The three poems all contain different ideas on relationships between parents and children. In before you were mine, the author writes about how someone imagines their mother, and her life, before they were born.
Mother..any distance tells of a son's changing relationship with his mother, and what has happened as he has grown older. On my first Sonne is elegiac, it tells a fathers story of his son's death, and the emotions which he has felt.The two poems, Before you were mine and Mother..
any distance use imagery; On my first Sonne does not. Carol Ann Duffy uses imagery freely in Before you were mine describing the mother, 'The three of you bend from the waist, hoolding each other, or your knees, and shriek at the pavement.' The author gives a different image in each stanza, each containing her mother, as well as others, different in each paragraph. In the first stanza she includes her mother, her mother's friends, and boyfriends.
In the second she goes on to describe the mothers red shoes, how they are now relics to her child. In the last stanza it is explained how, even when she was a child, she wanted her mother to be a friend, 'Even then I wanted the bold girl winking in Portobello, somewhere in Scotland, before I was born.'The poem Mother..any distance uses imagery metaphorically. The ways a mother helps her child is described, explaining how she helped her child when growing up, with small distances first; 'Windows, pelmets, doors,' -This symbolizes how she helped her child when they were young, with small problems.
As the child grows, so do the distances. He is further away, the emotional gap has grown, and he only occasionally reports back to her, '...reporting meters, centimeters back to base.
' The mother is 'base' where he starts off. 'You at the zero end, me with the spool of tape,' The tape represents the emotional distance between them, as he grows.Mother ..any distance has quite a simple structure.
It begins by telling how a mother helps with small things; as the poem progresses, the child goes onto greater distances, and heights, until finally they are reaching out, needing to leave. To be a success, or to fail. The author shows how the child has grown up, and grown away from his mother. Starting small, and ending up at the very top peak of the house, and the end of his childhood. The increasing size of measurements is used to represent the growing distance between mother and son. Without this structure the poem lacks meaning, and the reader would struggle to understand its messageOn my first Sonne does not follow any particular structure.

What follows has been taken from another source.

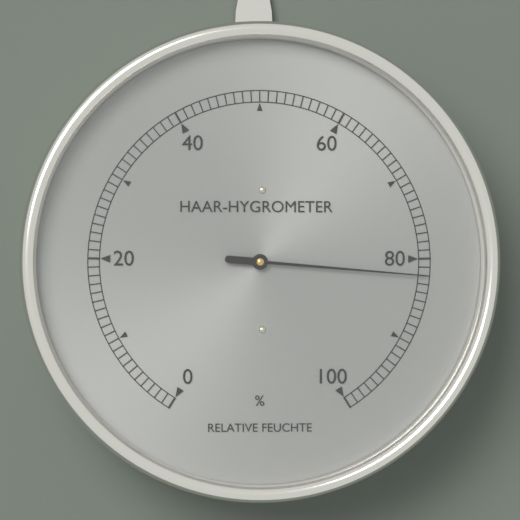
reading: 82 %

It is not repetetive, as the other two are. It is a short, precise and effective poem, although words are few, those used are very powerful, as well as the phrases. Half way through the poem, the author uses a paradox,'O, could I loose all father now, for whyWill man lament the state he should envy?'-This draws the reader further into the poem as well as making them think.The author uses some words which are no longer commonly used - such as 'tho' for 'you'. The author uses iambic pentameters.

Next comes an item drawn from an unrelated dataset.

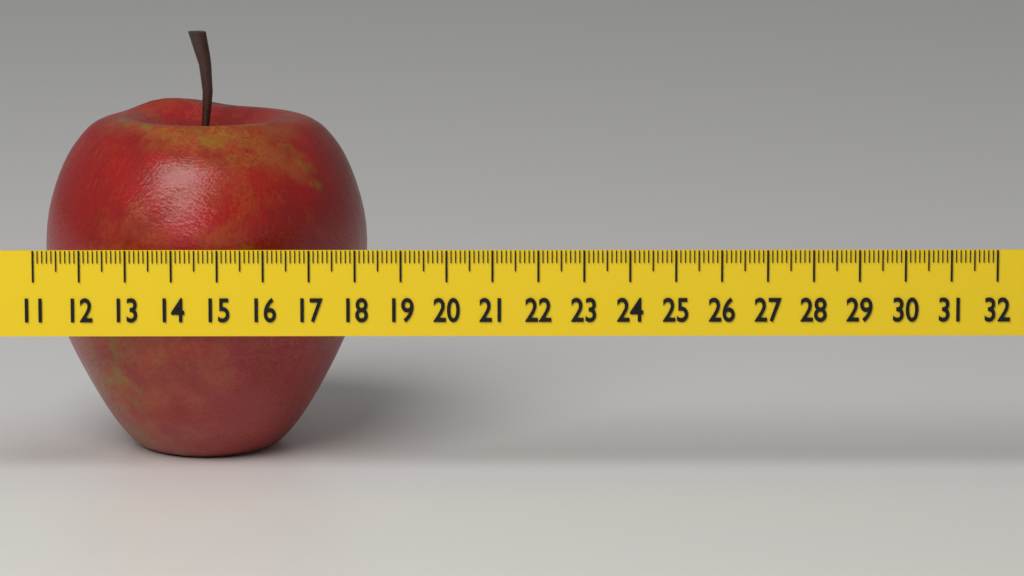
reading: 18.2 (no unit)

A complex idea is packed neatly into the last two rhyming lines of the poem, an epigram.The poet sees his sons death as the result oh his sin - loving the child too much, this idea returns at the end of the poem. Johnson also sees his sons life as a loan, which he has had to repay after seven years. The use of this extended metaphor expresses the idea that people all really belong to God and are only permitted to spend time in this world.
Ben Jonson, in some places writes as if he was talking to him son, it seems as though he assumes that the boy can read his words. He calls his son the child of his 'right hand' these ideas suggest the boy is of great worth and also that he would have been as his father, the writer's heir. An image which comes from the Bible. It reflects ancient cultures, how Jesus is shown as sitting at God's right hand.
Before you were mine describes, in each stanza a little more of the image of the mother, each stanza is different, and this is effective, as each has it's own little story, and image. The author also reminds you in each paragraph, that the mothers child is not yet born, and it is only their imagination. The poem flows well, and she uses the title as the last phrase of the poem, 'Where you sparlkle and waltz and laugh before you were mine' - this is a very effective ending, and completes the poem well.